Feedback on "Justice, Unity & the Hidden Christ"



Justice, Unity & the Hidden Christ appears to be having an impact, with sales recorded in the US, the UK, Australia, Italy, Canada and Ukraine, and with accompanying feedback coming in from the blogosphere (such as Ethika Politika) and social media. 

What is interesting is the way in which the book seems to be engaged from a number of entry points that go beyond the immediate topic of the book's analysis. Two sample reviews of the book bear this out.

One is from the Most Rev. Thomas E. Gullickson, who is currently serving as Pope Francis' representative to Kiev in Ukraine. His blog Deo Volente Ex Animo has a post entitled "Of Philosophers and Flower Girls", which integrates a review of the book with a scriptural and biographical reflection. 

At any given time, besides my primary preoccupations, I guess it would be fair to say that I have any number of issues floating around in my head and am grateful to stumble upon books which help me sort them out. Matthew Tan deserves my highest praise for this great little book, which deserves all sorts of attention by people who may be interested in things seemingly far from Ecumenism in Vatican II. It got my "cogs churning and whirling" on lots that has nothing whatever to do with ecumenism.

Two things jump out at me from the book as worth their weight in gold. We are not, could not be, and never in the history of thinking people have ever been to be considered as isolated individuals sufficient unto ourselves...Tan makes thereupon the case against those who would claim the neutrality of the public square, as if we could simply go out somewhere, do the right thing in favor of somebody and have it work as a witness to the Gospel. His point would be that we can only witness to the Gospel from our own relational space as it relates to some other social space which is not Christian or in this case Catholic...

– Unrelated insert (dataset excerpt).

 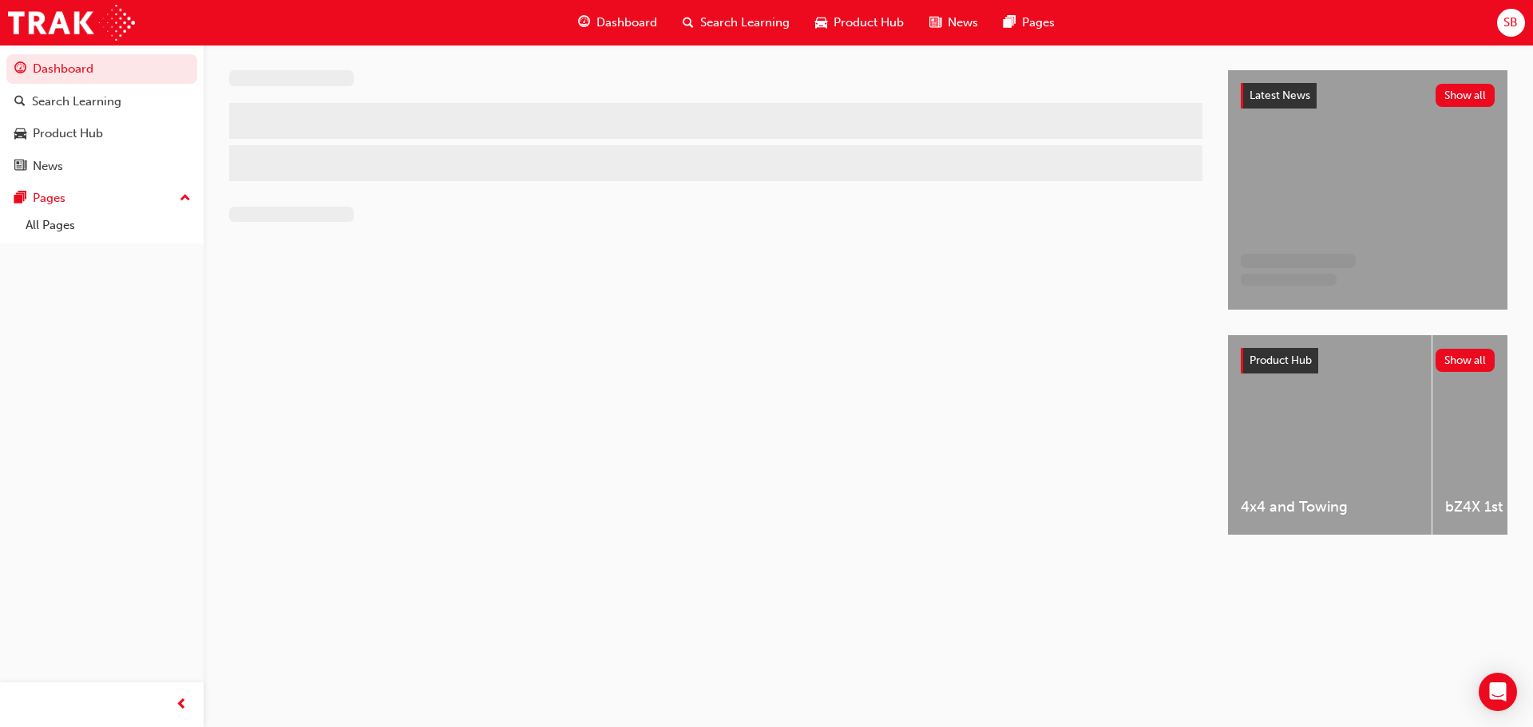 I want to click on span: up-icon, so click(x=185, y=199).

...Beyond charity and proclamation of the Word, Tan underlines how essential liturgy is to defining that space in which we in Christ as Church must live over and against all else regardless of that else's claims to dominate the public square. Our commitment to Divine Worship and identification therein is what makes us something other than a monad out there to choose for oneself. How right he is and how far we are sometimes from St. Justin Martyr explaining to his pagan judge that a Christian cannot live without Sunday Eucharist! Playing by somebody else's rules not only clouds or negates our witness to the Gospel; it effectively negates us as we are and only can be in Christ within the community of His Church.

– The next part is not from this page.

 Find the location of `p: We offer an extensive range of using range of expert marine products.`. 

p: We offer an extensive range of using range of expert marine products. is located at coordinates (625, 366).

Another piece of feeback comes from Rev. Mark Woodruff, a priest in the Diocese of Westminster and  Director of the Catholic League in England, which is an ecumenical organisation seeking to restore visible ecclesial communion with the Bishop of Rome. Fr. Woodruff's very extensive and thorough review of the book uses its central hypothesis to engage recent remarks by the UK's Prime Minister, David Cameron, that England is a Christian nation. Fr. Woodruff very astutely identified a contradiction that this same Prime Minister made to Pope Emeritus Benedict XVI during his visit to the UK. In his analysis of the issue, Fr. Woodruff asks an important question, of what kind of Christian is England a nation? Part of the answer includes some comments on the book

A remarkable recent book, Justice, Unity and the Hidden Christ, by Matthew John Paul Tan, explains what has been going on in advanced Western societies, by asking why, when there is so much need for Christians to unite in addressing the ills of society, and there are so many opportunities for the concerted social action in service of suffering humanity that Vatican II’s Decree on Ecumenism called for, Christian unity has not come to pass and the Church remains in a state of rupture. Tan locates the problem in the decision of the Church in the modern world to recognise the freedom of the world and its social, economic and political structures from the Church, allowing them to migrate beyond the realm of the Kingdom of God. 

Readers might be interested in getting a sample chapter of the book by clicking here.